Raising my hands in defeat I keep my initial question to myself.
“Rough day huh?” I ask and receive a glare that almost killed me again.
A few minutes later Jim is back with a white t-shirt and some Jeans, which I appreciated cause there was literally blood everywhere.
I change, the other two look away in the process, and I start asking questions.
“So first, you said train when you were walking in, and then you said you should still be on the ground? Something like that. My point, what the hell do you mean?”
“This is the first atmospheric train, it’s been all over the news for months,” says Jim, very excited about this fact.
“Ok,” I say while fishing my foot through the jeans, he was nice enough to get me a pair of skinny jeans that barely fit, “Explain cause I’m fuzzy on the details.”
“So there’s been commercial flights up to the stations in orbit right?”
“Yeah, knew that one,” I say replacing my shoes an becoming whole again.
“Well this is the first commercial train through the atmosphere to the stations up in orbit. It’s running on a magnetic rail line, the first to go this far. In fact this is the first commercial run.”
“That’s pretty cool, I’m the first to die on the first ride up to orbit.”
Tom, nun too pleased with my positive outlook, cuts in.
“Only one of my many headaches on this first launch. Now who the hell are you, why can you not die, and why the hell are you on my train?” He really must have had a long day already because he’s yelling at me towards the end.

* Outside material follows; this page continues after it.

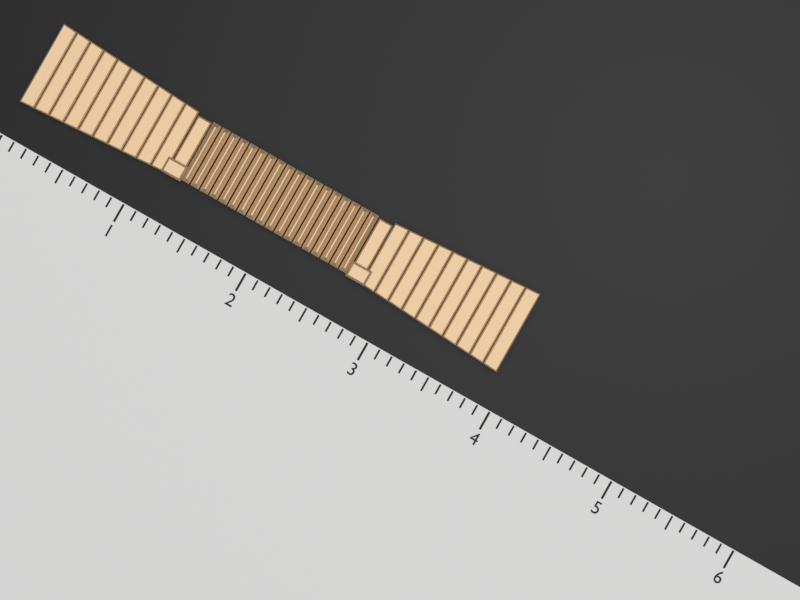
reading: 3.9 (no unit)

“Well, I’m Alexis, and I’m a detective with the FBI. Unofficially. Actually not anymore, they thought I died a long time ago, which I did, but not really. Anyway, I’ve been working in an unofficial capacity for a while now.”
“FBI? Seriously?” asked Jim getting all excited about meeting an alphabet agency person. It was kind of cute actually.

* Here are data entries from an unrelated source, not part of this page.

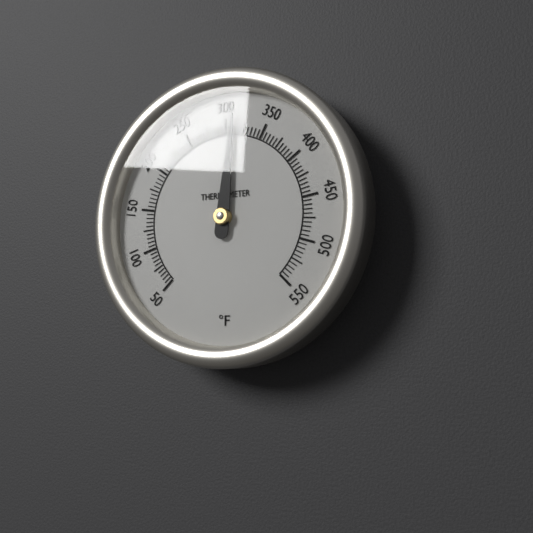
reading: 310 °F
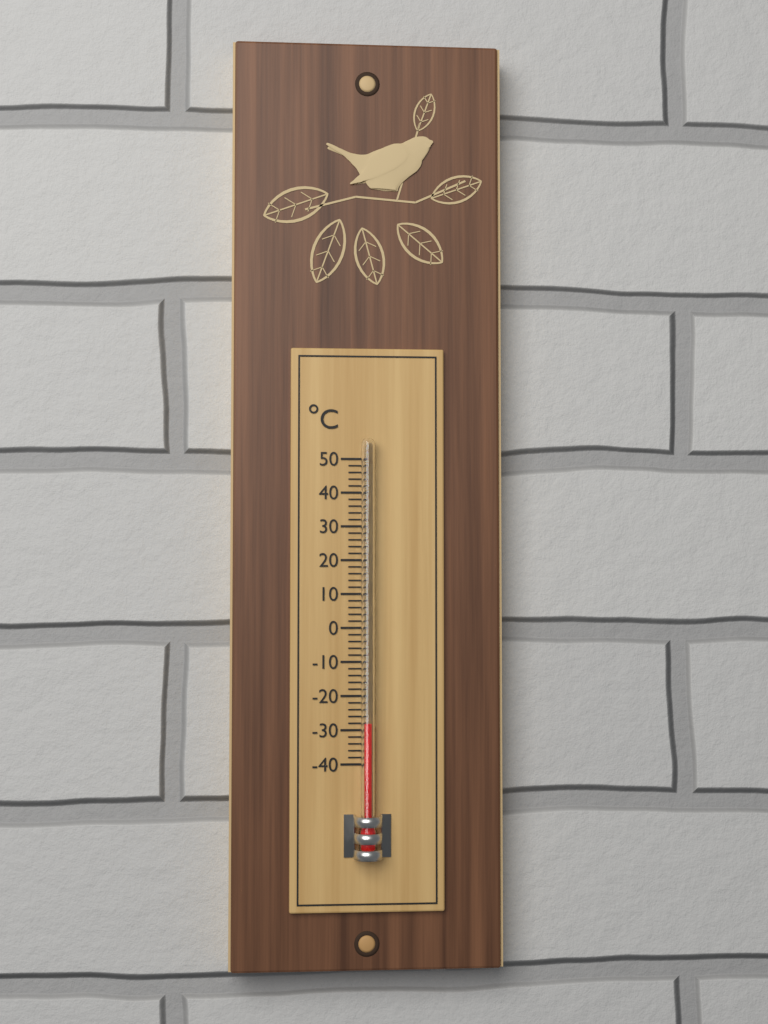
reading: -28 °C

“Was,” said Tom, obviously paying more attention than Jim. Then redirecting back to me he asks “So why the hell are you on my train?”
“I’ll have to work on that. Can’t remember everything remember? Let me ask you this, what else has been going on? You said I’m just one of the issues you’ve been having.”
“Yeah,” Tom takes a deep breath. “We’ve been on the move for about an hour, takes 5 to get up to the station. This is a big deal, whole world looking at this as an example of what to expect for the future and stuff. Well, about half an hour ago I got called up to the cab and the engineer is gone. Just up and gone, no idea where he is. We were at 4000 feet by then.”
“So you’re saying there’s no one piloting the train? Is piloting the right word, cause you know we’re in the air?”
“No, not the right word, it’s still a train. No one is driving the train, then I get word of you.”
“That you died trying to get on board,” Jim cuts in. “And someone literally dying to get on the train, plus a missing engineer, mean something is going on.”
“I died on the first ever run away Astro-train, Nice.” I say with a fist pump. Gotta be proud of the little things.
Tom was not impressed. “That is correct. So, FBI agent Alexis, find my engineer or we’re all screwed. And why the hell can’t you die?”
About the Creator
D.D. Schneider
Writing is a hobby of mine, only a hobby. There are so many perfessionals out there, I'd rather keep the joy in the hobby than compete as a professional.